Ending poverty needn’t cost the Earth
February 14, 2012 Leave a comment
For the most part both newspapers and the blogosphere spend their time arguing small, specific questions, as is good and proper. But now and then you read a headline that seems to ask one of The Big Questions. Rarely, though, does the piece that follows offer a convincing answer. A notable exception appears on the Guardian website (and possibly also in the paper, I don’t know) today, where George Monbiot asks: Is protecting the environment incompatible with social justice?
This is, obviously, an important question. Indeed, it’s really the essential question facing mankind in the 21st century: can we, against the odds, finish the job of raising all of humanity to a decent standard of living while simultaneously slashing carbon emissions to prevent catastrophic climate change?
The answer is often assumed to be ‘no’. Monbiot refers to right-wingers who suddenly become champions of the world’s poor when it gives them an excuse to criticise green policies. (Exhibit A.) But greens, too, often express ambivalence about development. The stereotypical traditionalist green view, with its love of home-grown food, reuse of manufactured items and a general rejection of materialism, essentially amounts to a call for rich countries to return to a pre-development lifestyle. Conversations about climate change talk (quite understandably) about China and India’s rapid economic growth as an ecological catastrophe in the making – never mind the fact that it’s lifted hundreds of millions of people out of poverty.
There’s a real problem here – in terms of China and India’s rising carbon emissions, in terms of overpopulation, and so on. But as Monbiot – quoting from a new Oxfam discussion paper – goes on to explain, meeting the basic needs of the world’s poor actually carries with it a very small environmental cost:
providing enough food for the 13% of the world’s people who suffer from hunger means raising world supplies by just 1%.
Providing electricity to the 19% of people who currently have none would raise global carbon emissions by just 1%.
Bringing everyone above the global absolute poverty line ($1.25 a day) would need just 0.2% of global income.
Of course, it’s not quite this simple. Raising up the extremely poor is not the same process as increasing the size of the world’s middle class, but it also can’t be totally separated from that process. Bitterly poor subsistence farmers in Africa, given access to decent roads and education and healthcare, will gradually rise into the middle class and consume more. Given electricity, they’ll gradually drive the need for more power stations. So there’s not not a problem here.
But as Monbiot goes on to argue, to potential consumption of the world’s poor is nothing in comparison to the actual consumption of the world’s rich. (That’s us.)
it is not the needs of the poor that threaten the biosphere, but the demands of the rich. Raworth points out that half the world’s carbon emissions are produced by just 11% of its people, while, with grim symmetry, 50% of the world’s people produce just 11% of its emissions. Animal feed used in the EU alone, which accounts for just 7% of the world’s people, uses up 33% of the planet’s sustainable nitrogen budget. “Excessive resource use by the world’s richest 10% of consumers,” [Oxfam] notes, “crowds out much-needed resource use by billions of other people.”
No-one knows by what proportion the carbon emissions of the world’s poorer few billion people will increase this century, and therefore, by exactly what proportion the richer billion will need to decrease to meet global emissions reduction targets.
But we in the global North are already vastly over-consuming; we have to make steep reductions, whatever happens. To focus on the environmental risks of raising up the poor is not only morally abhorrent, but it’s to run around trying to swat a fly when there’s an angry bear in the room.
But let’s flip that round and put it another, more optimistic way: we can end extreme poverty, worldwide, without significantly increasing the likelihood of (or extent of) catastrophic climate change. The best-case scenario for 2100 – a world that’s no more than 2°C hotter than now, with atmospheric carbon stabilised, global population stabilised, and extreme poverty a thing of the past – is possible. So there, something cheerful to think about when you’re chewing over your locally-sourced, organic Valentine’s Day dinner.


| WORK REQUEST |
Here are records with pictures in them. Copy all of them exactly and leave the pictures out.

*** Begin section ***

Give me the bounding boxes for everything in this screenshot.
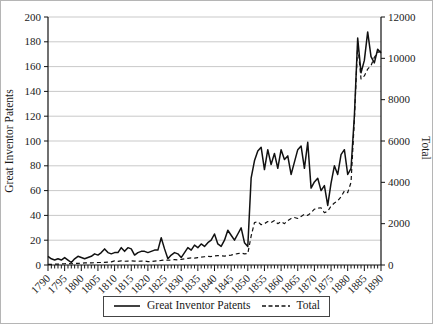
left-axis-tick-label: 120 <box>25 110 42 122</box>
left-axis-tick-label: 40 <box>30 209 42 221</box>
right-axis-tick-label: 4000 <box>388 176 411 188</box>
left-axis-tick-label: 0 <box>36 259 42 271</box>
right-axis-tick-label: 12000 <box>388 11 416 23</box>
right-axis-tick-label: 10000 <box>388 52 416 64</box>
series-line-total <box>48 44 381 265</box>
left-axis-tick-label: 80 <box>30 159 42 171</box>
chart-figure: 0204060801001201401601802000200040006000… <box>0 0 433 324</box>
dashed-line-icon <box>261 302 291 310</box>
chart-legend: Great Inventor Patents Total <box>1 296 432 317</box>
right-axis-tick-label: 0 <box>388 259 394 271</box>
left-axis-tick-label: 100 <box>25 135 42 147</box>
legend-label-total: Total <box>297 299 320 313</box>
left-axis-tick-label: 180 <box>25 35 42 47</box>
chart-canvas: 0204060801001201401601802000200040006000… <box>1 1 433 324</box>
x-axis-tick-label: 1890 <box>361 272 385 296</box>
right-axis-tick-label: 2000 <box>388 217 411 229</box>
left-axis-tick-label: 140 <box>25 85 42 97</box>
legend-box: Great Inventor Patents Total <box>103 296 330 317</box>
right-axis-title: Total <box>420 136 432 159</box>
right-axis-tick-label: 6000 <box>388 135 411 147</box>
left-axis-tick-label: 160 <box>25 60 42 72</box>
right-axis-tick-label: 8000 <box>388 93 411 105</box>
solid-line-icon <box>113 302 141 310</box>
left-axis-title: Great Inventor Patents <box>3 89 15 193</box>
left-axis-tick-label: 200 <box>25 11 42 23</box>
left-axis-tick-label: 20 <box>30 234 42 246</box>
legend-label-great-inventor-patents: Great Inventor Patents <box>147 299 250 313</box>
left-axis-tick-label: 60 <box>30 184 42 196</box>
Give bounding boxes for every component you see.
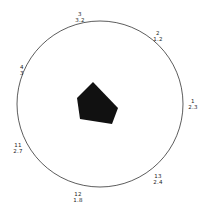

*** End section ***

| COMPLETED EXERCISE |
Give me the bounding boxes for everything in this screenshot.
left-axis-tick-label: 120 <box>25 110 42 122</box>
left-axis-tick-label: 40 <box>30 209 42 221</box>
right-axis-tick-label: 4000 <box>388 176 411 188</box>
left-axis-tick-label: 0 <box>36 259 42 271</box>
right-axis-tick-label: 12000 <box>388 11 416 23</box>
right-axis-tick-label: 10000 <box>388 52 416 64</box>
series-line-total <box>48 44 381 265</box>
left-axis-tick-label: 80 <box>30 159 42 171</box>
chart-figure: 0204060801001201401601802000200040006000… <box>0 0 433 324</box>
dashed-line-icon <box>261 302 291 310</box>
chart-legend: Great Inventor Patents Total <box>1 296 432 317</box>
right-axis-tick-label: 0 <box>388 259 394 271</box>
left-axis-tick-label: 100 <box>25 135 42 147</box>
legend-label-total: Total <box>297 299 320 313</box>
left-axis-tick-label: 180 <box>25 35 42 47</box>
chart-canvas: 0204060801001201401601802000200040006000… <box>1 1 433 324</box>
x-axis-tick-label: 1890 <box>361 272 385 296</box>
right-axis-tick-label: 2000 <box>388 217 411 229</box>
left-axis-tick-label: 140 <box>25 85 42 97</box>
legend-box: Great Inventor Patents Total <box>103 296 330 317</box>
right-axis-title: Total <box>420 136 432 159</box>
right-axis-tick-label: 6000 <box>388 135 411 147</box>
left-axis-tick-label: 160 <box>25 60 42 72</box>
right-axis-tick-label: 8000 <box>388 93 411 105</box>
solid-line-icon <box>113 302 141 310</box>
left-axis-title: Great Inventor Patents <box>3 89 15 193</box>
left-axis-tick-label: 200 <box>25 11 42 23</box>
left-axis-tick-label: 20 <box>30 234 42 246</box>
legend-label-great-inventor-patents: Great Inventor Patents <box>147 299 250 313</box>
left-axis-tick-label: 60 <box>30 184 42 196</box>
Give bounding boxes for every component you see.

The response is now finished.